Exercise directions: Copying rule for the data below: take the line containing "This screenshot has height=232, width=413." and every line after it to the end, exactly, and drop all pictures.

Saved data entries:

**********

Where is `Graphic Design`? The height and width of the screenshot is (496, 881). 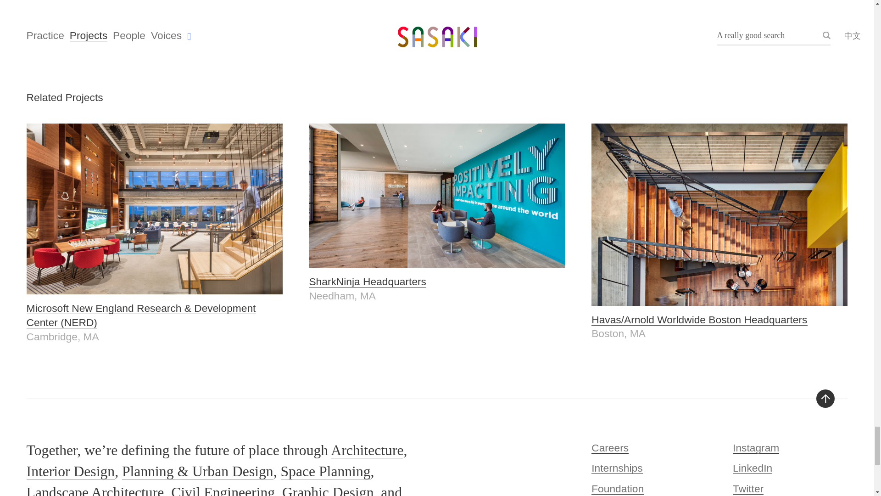 Graphic Design is located at coordinates (437, 213).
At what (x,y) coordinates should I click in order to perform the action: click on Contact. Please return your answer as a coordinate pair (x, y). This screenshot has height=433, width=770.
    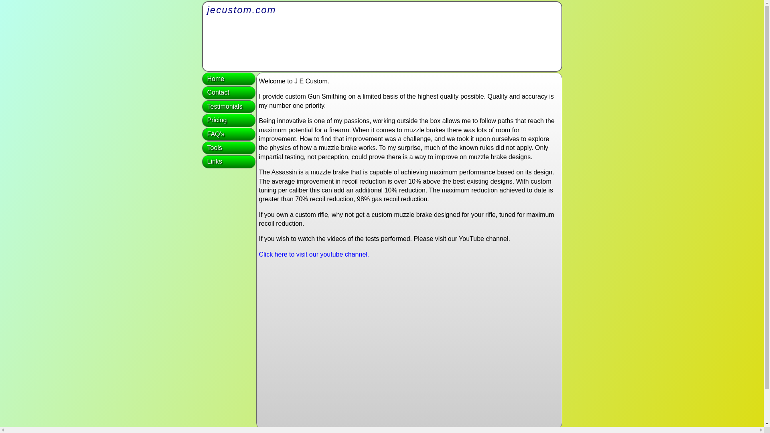
    Looking at the image, I should click on (391, 432).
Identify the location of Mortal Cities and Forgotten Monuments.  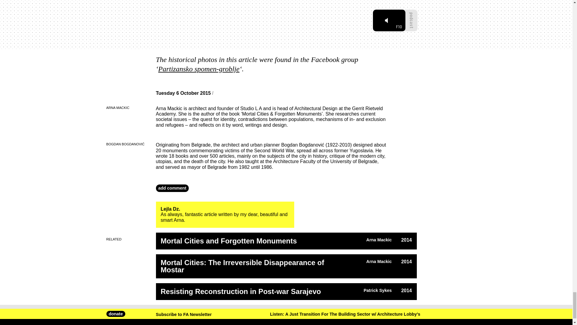
(255, 241).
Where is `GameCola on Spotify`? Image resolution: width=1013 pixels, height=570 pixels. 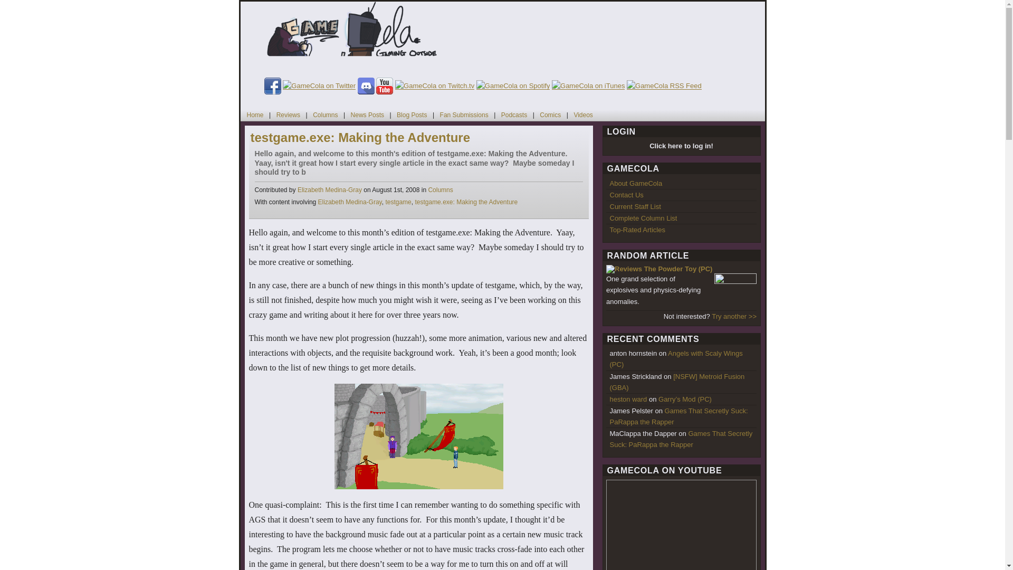 GameCola on Spotify is located at coordinates (513, 85).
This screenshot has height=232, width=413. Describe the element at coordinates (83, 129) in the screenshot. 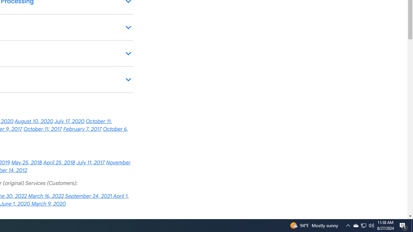

I see `February 7, 2017` at that location.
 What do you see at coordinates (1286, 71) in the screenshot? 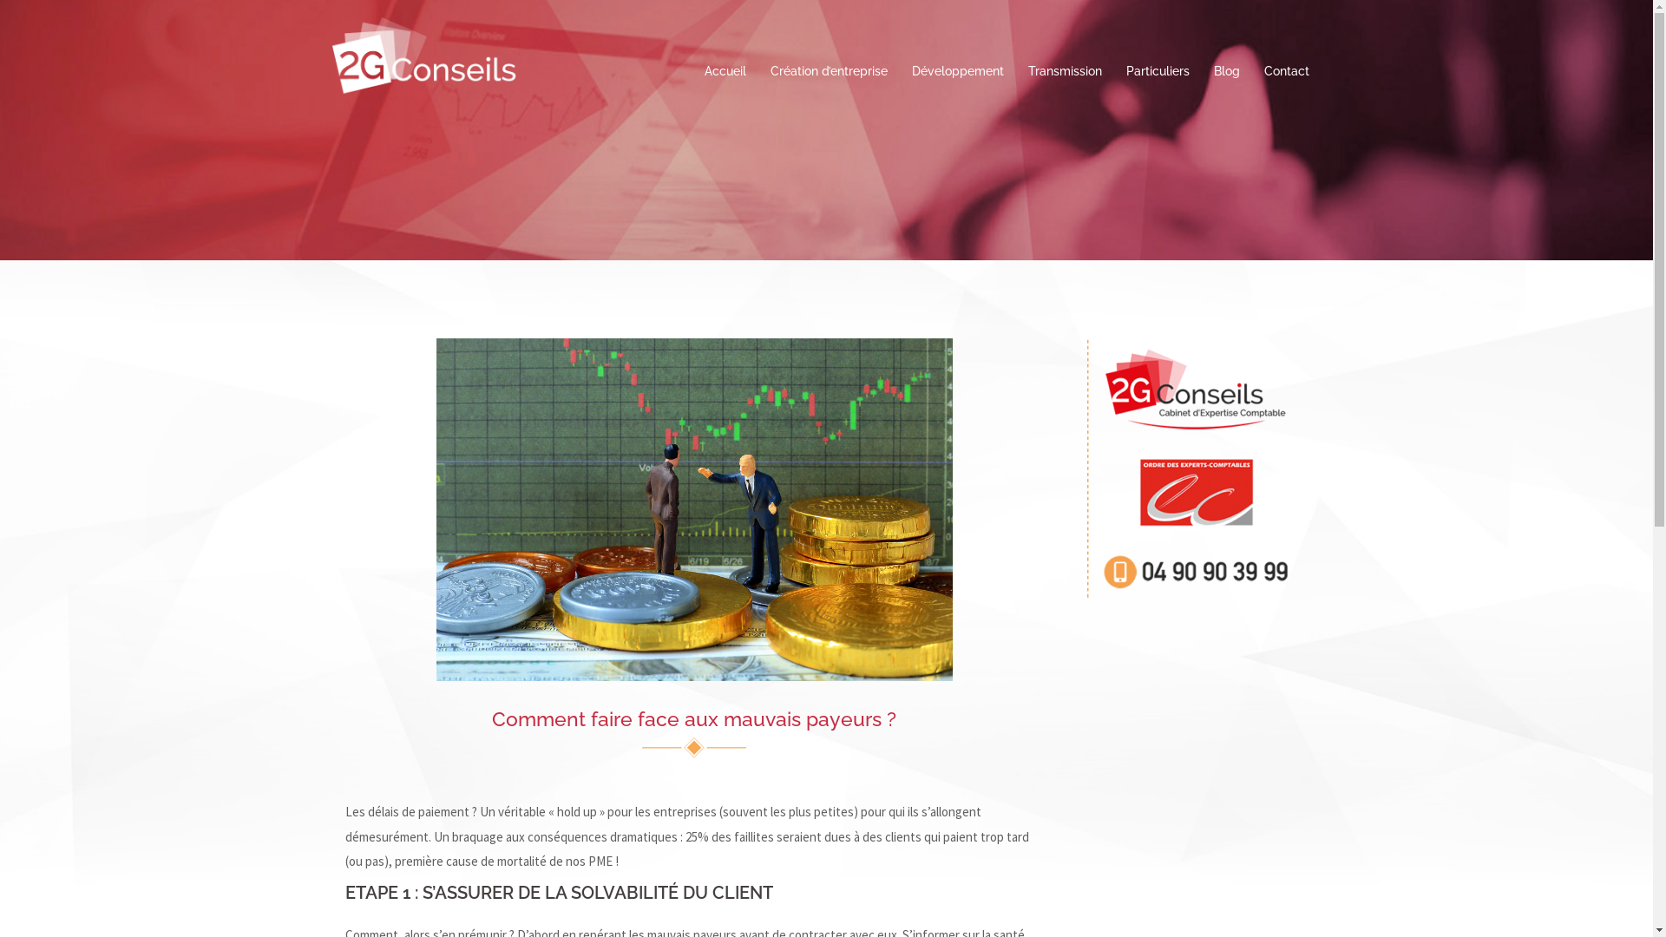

**********

Response to this exercise:
This screenshot has height=232, width=413. Describe the element at coordinates (83, 129) in the screenshot. 

I see `February 7, 2017` at that location.
 What do you see at coordinates (1286, 71) in the screenshot? 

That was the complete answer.